Use the mode that fits your problem. The form stays in one page column, while inputs shift into 3 columns on large screens, 2 on tablets, and 1 on mobiles.
These examples show how discounts, coupons, tax, quantity, and shipping can change the total outcome.
| Scenario | Original Price | Sale Price | Discount % | Coupon % | Tax % | Qty | Shipping | Grand Total |
|---|---|---|---|---|---|---|---|---|
| Single item with coupon | $120.00 | $90.00 | 25.00% | 5.00% | 8.00% | 1 | $5.00 | $97.74 |
| Bulk purchase | $250.00 | $187.50 | 25.00% | 10.00% | 5.00% | 2 | $12.00 | $366.98 |
| No coupon, multi-unit | $80.00 | $64.00 | 20.00% | 0.00% | 7.00% | 3 | $0.00 | $205.44 |
| Coupon without base discount | $60.00 | $60.00 | 0.00% | 15.00% | 6.00% | 4 | $10.00 | $226.84 |
Discount % = ((Original Price - Sale Price) / Original Price) × 100
Sale Price = Original Price × (1 - Discount % / 100)
Original Price = Sale Price / (1 - Discount % / 100)
Coupon Amount = Base Sale Price × (Coupon % / 100)
Final Unit Price = Base Sale Price - Coupon Amount
Grand Total = ((Final Unit Price × Quantity) + Shipping) + Tax, where Tax = (Taxable Amount × Tax % / 100)
Effective Savings % = (Total Savings / Original Order Value) × 100
Choose the mode that matches your problem: find discount percentage, sale price, or original price.
Enter the main pricing values for that mode. Leave unrelated fields as zero if they do not apply.
Add optional coupon percentage, tax percentage, shipping cost, quantity, preferred currency, and decimal precision.
Press Calculate Sale Percentage. The result block will appear above the form, directly below the header.
Review the metric cards, chart, and summary. Then export the current result as CSV or PDF if needed.
1) What does sale percentage mean?
It usually describes how much a price changed from its original value. In this calculator, the main sale percentage is the discount rate between original and sale price, shown as a percent of the original price.
2) Can I calculate the sale price from a discount?
Yes. Choose the sale price mode, enter the original price and discount percent, and the tool calculates the discounted unit price, totals, coupon effects, tax, and final payable amount.
3) How is the coupon applied?
The coupon is applied to the already discounted sale price, not the original price. This reflects many real checkout flows and helps compare store markdowns with extra promotional savings.
4) Why can the percentage become negative?
A negative percentage means the sale price is higher than the original price. In that situation, the result behaves like a markup instead of a discount.
5) Does shipping affect the discount percentage?
Shipping does not change the base discount percentage between original and sale price. It does affect the final order cost and can reduce the overall savings you keep.
6) Can I use quantity greater than one?
Yes. Quantity multiplies the final unit price and savings, making the calculator useful for bulk buying, classroom exercises, and comparing different order sizes.
7) Which value should I enter for tax?
Enter tax as a percentage, such as 8.25 for 8.25%. The calculator applies tax after discount, coupon, quantity, and shipping are included.
8) Is this calculator useful for math practice?
Absolutely. It helps with percent decrease, reverse percentages, multi-step pricing, and total interpretation, making it useful for homework, budgeting, retail math, and exam revision.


## ACTION ITEM
Copy out each line of the data below in which "Congo" appears.

(RECORDS PROVIDED begins)

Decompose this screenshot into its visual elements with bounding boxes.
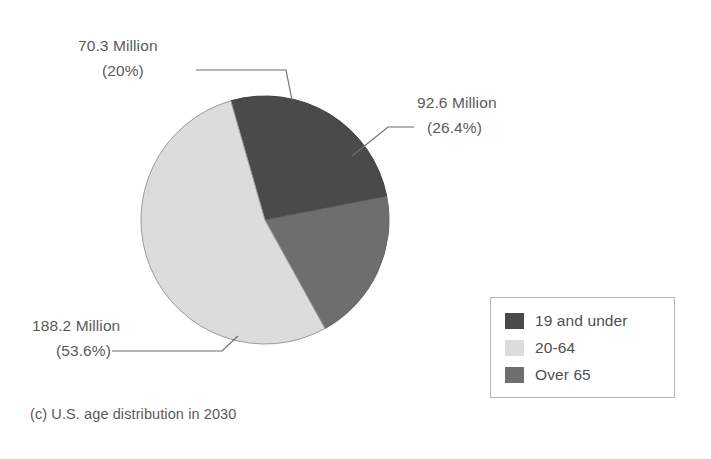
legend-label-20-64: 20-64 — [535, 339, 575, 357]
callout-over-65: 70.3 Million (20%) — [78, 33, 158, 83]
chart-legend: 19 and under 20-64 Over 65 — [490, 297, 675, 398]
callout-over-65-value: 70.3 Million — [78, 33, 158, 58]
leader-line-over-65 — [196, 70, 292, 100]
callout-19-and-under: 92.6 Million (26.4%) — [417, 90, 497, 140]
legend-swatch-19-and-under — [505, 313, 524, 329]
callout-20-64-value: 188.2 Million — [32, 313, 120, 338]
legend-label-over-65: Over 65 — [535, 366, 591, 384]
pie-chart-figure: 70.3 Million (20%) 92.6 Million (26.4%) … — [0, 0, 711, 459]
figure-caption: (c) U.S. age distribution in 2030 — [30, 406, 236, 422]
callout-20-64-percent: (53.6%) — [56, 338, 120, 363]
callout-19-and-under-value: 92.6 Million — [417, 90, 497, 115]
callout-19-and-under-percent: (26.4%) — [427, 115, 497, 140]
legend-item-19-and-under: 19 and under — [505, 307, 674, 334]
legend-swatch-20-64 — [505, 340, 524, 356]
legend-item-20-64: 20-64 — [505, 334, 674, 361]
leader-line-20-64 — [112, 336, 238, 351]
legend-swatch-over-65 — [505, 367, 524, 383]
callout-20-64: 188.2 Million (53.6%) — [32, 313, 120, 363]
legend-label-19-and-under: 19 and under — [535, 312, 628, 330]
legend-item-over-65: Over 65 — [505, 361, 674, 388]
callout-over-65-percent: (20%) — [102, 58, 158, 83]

(RECORDS PROVIDED ends)
(RECORDS PROVIDED begins)

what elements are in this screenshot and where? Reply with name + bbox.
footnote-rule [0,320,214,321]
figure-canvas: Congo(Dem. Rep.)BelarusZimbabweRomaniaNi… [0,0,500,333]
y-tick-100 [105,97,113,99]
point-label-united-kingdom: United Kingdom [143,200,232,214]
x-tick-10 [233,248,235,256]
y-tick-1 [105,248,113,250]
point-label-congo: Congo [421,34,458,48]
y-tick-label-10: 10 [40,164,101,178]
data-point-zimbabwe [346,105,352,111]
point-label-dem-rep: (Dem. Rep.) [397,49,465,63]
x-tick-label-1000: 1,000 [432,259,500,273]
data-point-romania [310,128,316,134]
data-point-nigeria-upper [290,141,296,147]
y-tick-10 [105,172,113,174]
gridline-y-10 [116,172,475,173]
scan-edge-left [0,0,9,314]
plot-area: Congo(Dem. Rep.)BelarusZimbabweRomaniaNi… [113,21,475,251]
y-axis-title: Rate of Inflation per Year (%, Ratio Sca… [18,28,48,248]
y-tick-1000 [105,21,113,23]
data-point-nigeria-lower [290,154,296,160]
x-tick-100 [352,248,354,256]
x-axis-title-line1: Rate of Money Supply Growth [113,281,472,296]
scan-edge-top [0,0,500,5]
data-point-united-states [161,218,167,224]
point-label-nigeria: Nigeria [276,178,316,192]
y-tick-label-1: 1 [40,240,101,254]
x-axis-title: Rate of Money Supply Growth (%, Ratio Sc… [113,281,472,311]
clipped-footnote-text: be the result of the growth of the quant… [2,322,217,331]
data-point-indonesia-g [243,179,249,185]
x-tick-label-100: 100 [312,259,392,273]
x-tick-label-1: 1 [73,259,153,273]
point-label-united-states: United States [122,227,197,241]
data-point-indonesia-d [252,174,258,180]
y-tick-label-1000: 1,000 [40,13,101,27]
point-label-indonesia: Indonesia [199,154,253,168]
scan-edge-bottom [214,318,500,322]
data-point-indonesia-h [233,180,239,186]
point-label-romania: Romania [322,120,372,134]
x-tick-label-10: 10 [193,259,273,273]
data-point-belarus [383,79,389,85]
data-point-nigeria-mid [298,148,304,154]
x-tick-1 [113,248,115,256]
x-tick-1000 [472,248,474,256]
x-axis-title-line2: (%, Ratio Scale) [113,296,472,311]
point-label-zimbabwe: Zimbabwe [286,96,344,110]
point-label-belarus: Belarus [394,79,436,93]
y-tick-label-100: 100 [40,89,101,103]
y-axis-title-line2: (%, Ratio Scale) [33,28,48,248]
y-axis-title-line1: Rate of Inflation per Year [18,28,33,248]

(RECORDS PROVIDED ends)
(RECORDS PROVIDED begins)

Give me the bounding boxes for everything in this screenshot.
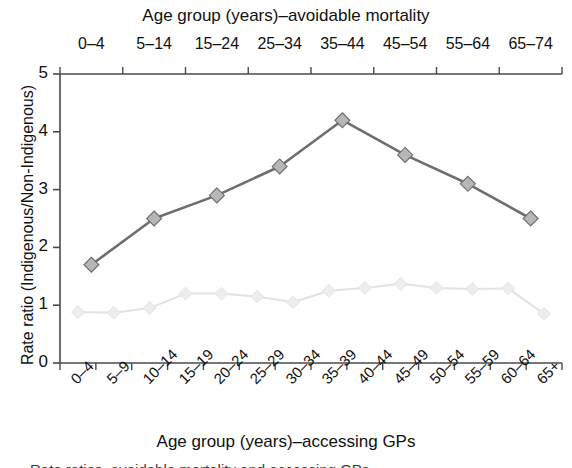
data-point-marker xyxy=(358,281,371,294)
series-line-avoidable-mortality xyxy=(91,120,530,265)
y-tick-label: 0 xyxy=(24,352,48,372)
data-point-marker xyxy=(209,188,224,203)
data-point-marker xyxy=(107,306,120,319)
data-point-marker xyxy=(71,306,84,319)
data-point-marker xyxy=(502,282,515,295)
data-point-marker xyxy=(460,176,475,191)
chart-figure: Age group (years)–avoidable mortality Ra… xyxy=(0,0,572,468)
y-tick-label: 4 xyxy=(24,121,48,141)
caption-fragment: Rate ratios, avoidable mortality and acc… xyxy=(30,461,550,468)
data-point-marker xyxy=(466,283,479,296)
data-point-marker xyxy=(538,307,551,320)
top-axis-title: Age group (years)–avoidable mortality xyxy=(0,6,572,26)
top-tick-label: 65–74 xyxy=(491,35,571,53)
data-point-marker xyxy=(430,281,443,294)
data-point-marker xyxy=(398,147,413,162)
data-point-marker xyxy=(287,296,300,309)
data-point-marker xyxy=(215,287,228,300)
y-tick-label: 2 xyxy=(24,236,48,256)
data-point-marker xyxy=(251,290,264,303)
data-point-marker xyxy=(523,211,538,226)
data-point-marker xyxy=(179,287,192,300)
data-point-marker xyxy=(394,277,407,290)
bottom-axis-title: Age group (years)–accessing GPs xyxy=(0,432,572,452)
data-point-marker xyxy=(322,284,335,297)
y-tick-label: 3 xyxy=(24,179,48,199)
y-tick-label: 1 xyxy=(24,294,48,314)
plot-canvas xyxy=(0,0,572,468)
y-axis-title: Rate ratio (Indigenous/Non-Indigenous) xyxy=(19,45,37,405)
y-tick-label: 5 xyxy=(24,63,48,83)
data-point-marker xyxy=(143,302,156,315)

(RECORDS PROVIDED ends)

## ANSWER BOX
figure-canvas: Congo(Dem. Rep.)BelarusZimbabweRomaniaNi… [0,0,500,333]
point-label-congo: Congo [421,34,458,48]
plot-area: Congo(Dem. Rep.)BelarusZimbabweRomaniaNi… [113,21,475,251]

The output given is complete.